Note: This article is an abridged version of an in-depth country study produced as part of the Prosperity Index project of the Legatum Institute. Complete versions of all 12 are available on the Institute website.
For much of the five centuries in which China has showed its face to the West, foreigners have been preoccupied with how to make money in the Middle Kingdom. The dream seems especially vivid right now, as China hints that it is reinventing itself as a consumer economy.
But that transition won't be easy. First, to move the economy into the big leagues, it will need to build supporting institutions ranging from comprehensive pension and health care systems to far more sophisticated financial markets. Second, China will need to change from a dazzlingly successful export machine to a balanced economy that both meets the needs of domestic consumers and plays a stabilizing role in the global economy. Third, it must manage its growing geopolitical power and hunger for raw materials carefully in order to preserve the benefits of global economic integration.
FIRST PHASE: 1978 - 1989
Post-revolutionary China first strayed from its ideological redoubt in 1978 -- the year Deng Xiaoping cautiously led his impoverished nation away from 29 years of central economic planning and state ownership. Back then, state enterprises made up 78 percent of the China's productive capacity, and collectives owned the rest. One billion Chinese lived (and sometimes starved) on collective farms. Per capita income was around $500 a year in today's purchasing power.
First, farmers were permitted to choose which crops to plant; later they were paid for what they grew on their own plots. And they were paid more generously, reversing a strategy developed by Lenin to extract every last crumb from agriculture in order to feed heavy industry. Agricultural production doubled in a decade, even as underemployed farm workers streamed to the cities.
Industrial reforms followed agricultural. Deng created special export zones that welcomed foreign investors and by 1984, they were thriving in 14 coastal cities. Deng had put the country on a path to a mixed socialist-capitalist economy without sacrificing any political control.
Contemporary China's first phase of development ended with a bang at Tiananmen Square on June 4. Foreign investors paused after the United States and other nations imposed sanctions on China. But not for long -- which brings us to the period in which China became the factory to the world.
SECOND PHASE: 1990 - 2008
Foreign direct investment took off, rising from $5 billion in 1990 to close to $100 billion annually by late in the last decade. Beijing (correctly) viewed foreign business as the key to transferring the management techniques and advanced technology needed to leapfrog a long period of industrial trial and error. What's more, it needed to find jobs for tens of millions displaced by the agricultural reforms.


TASK → Starting from the line that holds "Target man.", print every line through the end of the records, first and last included.

EXERCISE INPUT →
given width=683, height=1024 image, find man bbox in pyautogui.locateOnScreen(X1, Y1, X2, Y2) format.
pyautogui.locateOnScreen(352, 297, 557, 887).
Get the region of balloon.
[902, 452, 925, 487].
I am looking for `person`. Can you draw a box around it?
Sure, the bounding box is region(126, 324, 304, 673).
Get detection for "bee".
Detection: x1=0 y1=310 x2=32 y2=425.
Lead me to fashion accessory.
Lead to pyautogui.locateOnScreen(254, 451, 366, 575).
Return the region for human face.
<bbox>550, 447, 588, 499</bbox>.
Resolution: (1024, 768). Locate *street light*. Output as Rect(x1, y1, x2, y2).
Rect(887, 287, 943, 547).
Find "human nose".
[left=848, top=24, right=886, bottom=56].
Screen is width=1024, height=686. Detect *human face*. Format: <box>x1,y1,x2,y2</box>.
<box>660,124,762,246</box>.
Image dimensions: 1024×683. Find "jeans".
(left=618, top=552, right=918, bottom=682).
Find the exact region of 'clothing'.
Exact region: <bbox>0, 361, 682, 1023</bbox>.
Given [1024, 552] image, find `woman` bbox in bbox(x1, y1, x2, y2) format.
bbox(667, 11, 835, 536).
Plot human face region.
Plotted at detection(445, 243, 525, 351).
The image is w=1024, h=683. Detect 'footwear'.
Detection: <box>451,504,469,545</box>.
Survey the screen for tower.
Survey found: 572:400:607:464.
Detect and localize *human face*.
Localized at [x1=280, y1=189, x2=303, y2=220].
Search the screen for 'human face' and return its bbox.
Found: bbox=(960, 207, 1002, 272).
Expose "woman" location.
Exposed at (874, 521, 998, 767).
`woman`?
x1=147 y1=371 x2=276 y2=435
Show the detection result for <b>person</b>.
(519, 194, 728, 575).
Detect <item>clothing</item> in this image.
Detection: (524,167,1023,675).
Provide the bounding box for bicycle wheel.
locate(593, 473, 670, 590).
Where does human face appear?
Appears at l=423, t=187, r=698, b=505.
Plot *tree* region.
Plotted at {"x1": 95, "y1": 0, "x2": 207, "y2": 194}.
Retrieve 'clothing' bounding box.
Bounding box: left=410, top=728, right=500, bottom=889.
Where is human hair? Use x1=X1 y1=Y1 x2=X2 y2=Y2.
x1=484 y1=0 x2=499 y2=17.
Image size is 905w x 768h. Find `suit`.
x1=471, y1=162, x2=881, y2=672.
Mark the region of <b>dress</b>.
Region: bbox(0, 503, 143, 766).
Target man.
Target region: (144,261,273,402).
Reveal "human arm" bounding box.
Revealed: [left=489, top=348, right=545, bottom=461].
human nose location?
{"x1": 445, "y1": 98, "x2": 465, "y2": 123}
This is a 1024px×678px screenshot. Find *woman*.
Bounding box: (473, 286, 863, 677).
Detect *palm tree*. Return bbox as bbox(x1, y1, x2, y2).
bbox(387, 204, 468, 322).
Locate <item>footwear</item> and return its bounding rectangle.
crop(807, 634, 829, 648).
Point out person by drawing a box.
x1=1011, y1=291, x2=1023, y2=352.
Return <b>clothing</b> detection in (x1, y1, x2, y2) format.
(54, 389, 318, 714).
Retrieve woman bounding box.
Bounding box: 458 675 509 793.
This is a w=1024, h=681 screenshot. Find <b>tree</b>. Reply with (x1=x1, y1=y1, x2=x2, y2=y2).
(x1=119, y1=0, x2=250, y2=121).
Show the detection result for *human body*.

REPLY TO THE TASK →
Target man.
Target region: (144,261,273,402).
Reveal "human arm" bounding box.
Revealed: [left=489, top=348, right=545, bottom=461].
human nose location?
{"x1": 445, "y1": 98, "x2": 465, "y2": 123}
This is a 1024px×678px screenshot. Find *woman*.
Bounding box: (473, 286, 863, 677).
Detect *palm tree*. Return bbox as bbox(x1, y1, x2, y2).
bbox(387, 204, 468, 322).
Locate <item>footwear</item> and return its bounding rectangle.
crop(807, 634, 829, 648).
Point out person by drawing a box.
x1=1011, y1=291, x2=1023, y2=352.
Return <b>clothing</b> detection in (x1, y1, x2, y2) format.
(54, 389, 318, 714).
Retrieve woman bounding box.
Bounding box: 458 675 509 793.
This is a w=1024, h=681 screenshot. Find <b>tree</b>. Reply with (x1=x1, y1=y1, x2=x2, y2=y2).
(x1=119, y1=0, x2=250, y2=121).
Show the detection result for *human body*.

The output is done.